I tried to imagine “cozy” from these details and came up short.

“You go out there?” Fawn asked, gesturing toward the lot with her chin.

“Not much,” I said. In truth, I’d crossed it only once, thinking it a shortcut home, and instantly regretted it. It had looked perfectly tame, even scenic from the road. But once I was out there, I couldn’t go ten feet without seeing the smashed brown stars of exploded Michelob bottles. Crushed White Castle boxes flecked the weeds and mud holes, as well as wadded wrappers of every kind—gum, candy, condom. I even saw a balled-up pair of white panties lying a few feet off the path. If you’d have told me then that by the end of the summer I’d be utterly unfazed by this sort of landscape, that I’d know what to do with a joint, a condom, ruined panties, I’d have said you were crazy. At my middle school in Bakersfield there’d been drinking, drugs, sex, but the action came nowhere near me. I was and had always been young for my age, stunted. At fifteen I’d had a kiss, yes, but a disastrous one, delivered badly by sweet and puny Patrick Fettle, a neighbor boy in Bakersfield who might as well have been my brother.

When I was growing up, Patrick and Myron Fettle had been my only real friends, particularly during the summer months when other friends were far off and September was farther still. The Fettles’ house sat within a mile of a reservoir, which was banked by levees made of pebbly gray dirt. Myron loved to hunt bullfrogs there, the BBs from his Daisy rifle raining down on the green water, skittering then sinking fast. Patrick didn’t like to shoot; instead, he and I poked holes in the mud with pointy sticks and collected polliwogs in metal coffee cans stripped of their labeling. We collected lots of things in those coffee cans: algae-slicked ferns and pussy willows, white quartz stones with rough edges, and bait worms and kissing bugs.
Kissing bug
was Berna’s term for a box elder bug, even though they didn’t kiss anything. They bit and bit hard whatever they landed on, the
grayish skin around a knee, the lightly furred lobe of an ear. The bugs were red-edged, eyeless, with legs like filaments and antennae like black thread. They were everywhere in the summer months, which was why, I suppose, we collected them. It was either that or collect their stings, from which would rise itchy pink anthills of skin.
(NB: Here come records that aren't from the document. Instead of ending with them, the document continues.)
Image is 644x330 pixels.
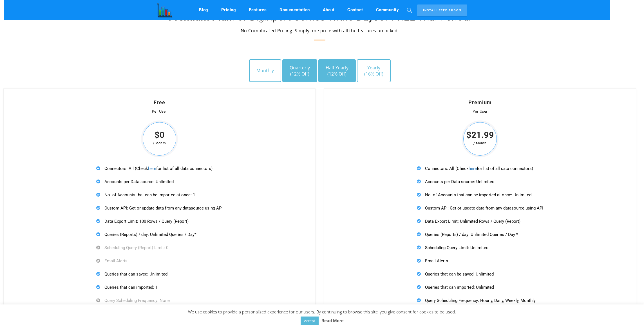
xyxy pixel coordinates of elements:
div: Per User [335,109,625,114]
p: Email Alerts [417,257,543,264]
span: (12% Off) [325,71,348,77]
p: Custom API: Get or update data from any datasource using API [96,205,222,212]
p: Scheduling Query Limit: Unlimited [417,244,543,251]
p: Connectors: All (Check for list of all data connectors) [96,165,222,172]
span: / Month [461,140,498,147]
p: Queries (Reports) / day: Unlimited Queries / Day* [96,231,222,238]
span: We use cookies to provide a personalized experience for our users. By continuing to browse this s... [188,309,456,324]
span: / Month [141,140,178,147]
button: Half-Yearly(12% Off) [318,59,356,82]
p: Custom API: Get or update data from any datasource using API [417,205,543,212]
a: Community [376,4,399,15]
span: (16% Off) [364,71,383,77]
p: Queries (Reports) / day: Unlimited Queries / Day * [417,231,543,238]
p: Query Scheduling Frequency: None [96,297,222,304]
a: Contact [347,4,363,15]
span: $21.99 [461,132,498,138]
a: Install Free Addon [417,4,467,16]
span: (12% Off) [290,71,310,77]
a: here [468,166,477,171]
h4: Premium [335,100,625,105]
p: Accounts per Data source: Unlimited [96,178,222,185]
p: Connectors: All (Check for list of all data connectors) [417,165,543,172]
p: Data Export Limit: 100 Rows / Query (Report) [96,218,222,225]
p: Data Export Limit: Unlimited Rows / Query (Report) [417,218,543,225]
p: Queries that can imported: 1 [96,284,222,291]
a: Read More [322,317,343,324]
a: here [148,166,156,171]
a: Accept [301,317,319,326]
a: Features [249,4,266,15]
iframe: Chat Widget [616,303,644,330]
a: Documentation [279,4,310,15]
div: Per User [15,109,304,114]
button: Monthly [249,59,281,82]
p: No. of Accounts that can be imported at once: Unlimited. [417,191,543,198]
a: Blog [199,4,208,15]
p: Scheduling Query (Report) Limit: 0 [96,244,222,251]
p: Query Scheduling Frequency: Hourly, Daily, Weekly, Monthly [417,297,543,304]
h4: Free [15,100,304,105]
p: Email Alerts [96,257,222,264]
div: Chat-Widget [616,303,644,330]
p: Queries that can imported: Unlimited [417,284,543,291]
button: Yearly(16% Off) [357,59,391,82]
p: Accounts per Data source: Unlimited [417,178,543,185]
span: $0 [141,132,178,138]
p: Queries that can be saved: Unlimited [417,270,543,278]
button: Quarterly(12% Off) [282,59,317,82]
a: Pricing [221,4,236,15]
p: No. of Accounts that can be imported at once: 1 [96,191,222,198]
p: Queries that can saved: Unlimited [96,270,222,278]
a: About [323,4,334,15]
Then, when I turned eleven (Patrick was my age, in my grade at Truxton Middle School, and Myron was two years older), something irrevocable happened. I began to grow breasts. Suddenly, I no longer resembled a girl. I was one. Myron shunned me overnight and altogether, forgetting me as one does a mangled toy. Patrick, always more sensitive, was slower to give in to the obvious: boys and girls were retreating from each other everywhere, on playgrounds and ball fields, in neighborhoods in towns all over the map and even out in the sticks, where no one was looking. Patrick and I could have stayed friends in secret, I suppose, but we didn’t.
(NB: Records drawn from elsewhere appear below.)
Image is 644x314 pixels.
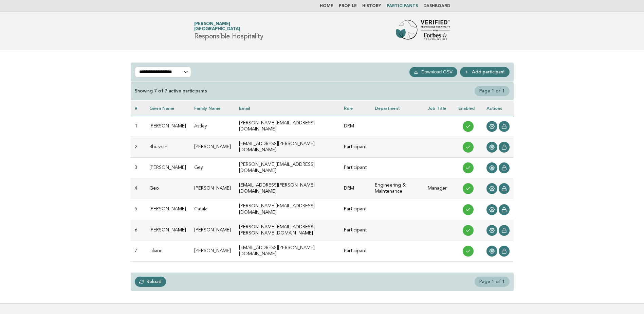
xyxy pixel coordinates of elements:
[235,116,339,136] td: [PERSON_NAME][EMAIL_ADDRESS][DOMAIN_NAME]
[190,100,235,116] th: Family name
[135,277,166,287] a: Reload
[145,199,190,220] td: [PERSON_NAME]
[194,22,263,40] h1: Responsible Hospitality
[409,67,457,77] button: Download CSV
[190,158,235,178] td: Gey
[339,136,370,157] td: Participant
[190,178,235,199] td: [PERSON_NAME]
[130,100,145,116] th: #
[130,136,145,157] td: 2
[235,220,339,240] td: [PERSON_NAME][EMAIL_ADDRESS][PERSON_NAME][DOMAIN_NAME]
[386,4,418,8] a: Participants
[454,100,482,116] th: Enabled
[194,22,240,31] a: [PERSON_NAME][GEOGRAPHIC_DATA]
[145,220,190,240] td: [PERSON_NAME]
[130,158,145,178] td: 3
[235,240,339,261] td: [EMAIL_ADDRESS][PERSON_NAME][DOMAIN_NAME]
[130,178,145,199] td: 4
[235,199,339,220] td: [PERSON_NAME][EMAIL_ADDRESS][DOMAIN_NAME]
[130,220,145,240] td: 6
[339,178,370,199] td: DRM
[339,158,370,178] td: Participant
[145,100,190,116] th: Given name
[370,100,424,116] th: Department
[235,158,339,178] td: [PERSON_NAME][EMAIL_ADDRESS][DOMAIN_NAME]
[145,136,190,157] td: Bhushan
[130,199,145,220] td: 5
[194,27,240,32] span: [GEOGRAPHIC_DATA]
[423,100,454,116] th: Job Title
[190,199,235,220] td: Catala
[423,178,454,199] td: Manager
[320,4,333,8] a: Home
[339,220,370,240] td: Participant
[423,4,450,8] a: Dashboard
[145,158,190,178] td: [PERSON_NAME]
[362,4,381,8] a: History
[339,100,370,116] th: Role
[339,116,370,136] td: DRM
[190,240,235,261] td: [PERSON_NAME]
[130,116,145,136] td: 1
[135,88,207,94] div: Showing 7 of 7 active participants
[339,199,370,220] td: Participant
[130,240,145,261] td: 7
[370,178,424,199] td: Engineering & Maintenance
[460,67,509,77] a: Add participant
[396,20,450,42] img: Forbes Travel Guide
[235,136,339,157] td: [EMAIL_ADDRESS][PERSON_NAME][DOMAIN_NAME]
[235,100,339,116] th: Email
[190,136,235,157] td: [PERSON_NAME]
[145,116,190,136] td: [PERSON_NAME]
[145,178,190,199] td: Geo
[190,220,235,240] td: [PERSON_NAME]
[339,240,370,261] td: Participant
[145,240,190,261] td: Liliane
[235,178,339,199] td: [EMAIL_ADDRESS][PERSON_NAME][DOMAIN_NAME]
[338,4,356,8] a: Profile
[190,116,235,136] td: Astley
One summer afternoon, I put on a T-shirt that was two sizes too big and went looking for Patrick. It was a hot, dry day. By the time I finally found him in the vineyard that bordered the main road, there was a yellow film on my legs and arms, and collars of dust around each of my sockless ankles. Patrick was down on his knees in one of the furrows, digging in the loamy dirt with his hands. He didn’t look up as I approached, but I braved ahead anyway, shaking my T-shirt out and blousing it around my waist.

When I came nearer, I saw there was a dead partridge on the ground next to his left knee. It was an adult male, about the size of a small peahen, with a bluish ruff.
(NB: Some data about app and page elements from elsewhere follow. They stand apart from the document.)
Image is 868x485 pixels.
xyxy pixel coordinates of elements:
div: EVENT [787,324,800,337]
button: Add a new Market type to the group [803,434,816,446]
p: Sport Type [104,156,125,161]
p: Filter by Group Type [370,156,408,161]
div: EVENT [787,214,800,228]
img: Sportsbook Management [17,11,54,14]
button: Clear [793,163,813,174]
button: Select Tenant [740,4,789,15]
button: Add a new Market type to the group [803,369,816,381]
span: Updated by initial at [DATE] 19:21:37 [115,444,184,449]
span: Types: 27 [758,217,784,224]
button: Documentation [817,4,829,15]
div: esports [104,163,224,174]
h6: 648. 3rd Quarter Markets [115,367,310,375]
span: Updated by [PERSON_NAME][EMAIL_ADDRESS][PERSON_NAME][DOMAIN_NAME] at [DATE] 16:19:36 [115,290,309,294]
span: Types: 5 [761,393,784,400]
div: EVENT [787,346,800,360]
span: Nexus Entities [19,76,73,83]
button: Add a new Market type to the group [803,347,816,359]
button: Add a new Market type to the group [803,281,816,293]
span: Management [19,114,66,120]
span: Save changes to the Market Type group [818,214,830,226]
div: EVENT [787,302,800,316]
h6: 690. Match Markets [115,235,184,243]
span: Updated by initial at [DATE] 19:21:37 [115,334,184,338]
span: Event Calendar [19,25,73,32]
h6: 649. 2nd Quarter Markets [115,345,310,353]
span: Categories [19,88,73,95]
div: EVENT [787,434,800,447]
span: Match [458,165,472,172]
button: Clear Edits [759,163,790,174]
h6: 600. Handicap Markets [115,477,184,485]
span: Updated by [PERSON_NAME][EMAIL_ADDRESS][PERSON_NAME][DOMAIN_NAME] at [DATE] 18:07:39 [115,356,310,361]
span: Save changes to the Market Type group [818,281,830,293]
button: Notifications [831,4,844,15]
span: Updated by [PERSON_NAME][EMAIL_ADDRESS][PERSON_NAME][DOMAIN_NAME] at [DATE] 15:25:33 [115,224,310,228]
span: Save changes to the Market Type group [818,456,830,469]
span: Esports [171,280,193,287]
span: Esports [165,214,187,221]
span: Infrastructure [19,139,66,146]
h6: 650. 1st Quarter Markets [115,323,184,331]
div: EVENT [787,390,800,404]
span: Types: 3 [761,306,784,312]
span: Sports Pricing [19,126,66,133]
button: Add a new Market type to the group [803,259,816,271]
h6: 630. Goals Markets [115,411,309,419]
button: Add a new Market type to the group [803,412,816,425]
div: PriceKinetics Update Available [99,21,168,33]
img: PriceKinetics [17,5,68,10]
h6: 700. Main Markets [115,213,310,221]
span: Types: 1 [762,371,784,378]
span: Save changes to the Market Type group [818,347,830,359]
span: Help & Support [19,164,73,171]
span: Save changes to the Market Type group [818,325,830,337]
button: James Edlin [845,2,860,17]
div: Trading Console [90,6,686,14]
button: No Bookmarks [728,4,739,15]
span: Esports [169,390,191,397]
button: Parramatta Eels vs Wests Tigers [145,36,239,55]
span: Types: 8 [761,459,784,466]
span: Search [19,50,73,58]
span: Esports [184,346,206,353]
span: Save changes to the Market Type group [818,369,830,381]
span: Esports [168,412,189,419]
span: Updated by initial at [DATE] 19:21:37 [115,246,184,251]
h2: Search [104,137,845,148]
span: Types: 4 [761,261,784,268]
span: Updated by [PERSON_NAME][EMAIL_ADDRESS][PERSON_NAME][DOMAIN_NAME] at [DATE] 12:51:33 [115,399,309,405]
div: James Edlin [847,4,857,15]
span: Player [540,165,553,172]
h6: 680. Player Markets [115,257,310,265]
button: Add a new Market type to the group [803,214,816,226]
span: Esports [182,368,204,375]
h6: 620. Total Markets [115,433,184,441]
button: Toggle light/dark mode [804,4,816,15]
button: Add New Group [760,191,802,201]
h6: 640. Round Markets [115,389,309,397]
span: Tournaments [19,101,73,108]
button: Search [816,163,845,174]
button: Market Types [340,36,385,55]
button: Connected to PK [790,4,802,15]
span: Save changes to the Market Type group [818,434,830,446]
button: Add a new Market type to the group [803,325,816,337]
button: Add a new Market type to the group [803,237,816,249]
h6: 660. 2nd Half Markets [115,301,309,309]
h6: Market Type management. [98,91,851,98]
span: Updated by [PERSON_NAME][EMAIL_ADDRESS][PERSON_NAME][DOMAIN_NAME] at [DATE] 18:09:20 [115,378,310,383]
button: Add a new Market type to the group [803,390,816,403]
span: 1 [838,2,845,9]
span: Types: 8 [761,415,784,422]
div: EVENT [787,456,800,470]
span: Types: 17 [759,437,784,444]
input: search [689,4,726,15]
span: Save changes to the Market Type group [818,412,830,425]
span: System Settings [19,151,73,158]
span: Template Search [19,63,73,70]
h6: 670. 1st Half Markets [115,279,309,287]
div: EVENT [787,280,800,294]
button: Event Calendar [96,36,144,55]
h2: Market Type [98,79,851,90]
“He’s beautiful,” I said. “Where’d you find him?”

Patrick grunted something I couldn’t decipher and went on digging methodically, the mound of dirt to one side growing slowly. The soil on top was darker and damper, and looked cool to the touch.

I sat down near the dirt pile and watched him dig. It was nearing dinnertime, maybe five o’clock, and the light was changing. The grape leaves around us glowed, backlit, and I saw, under a heavy swag of vine, a spider’s egg, netted and white and so fragile-looking it seemed to be crocheted out of air.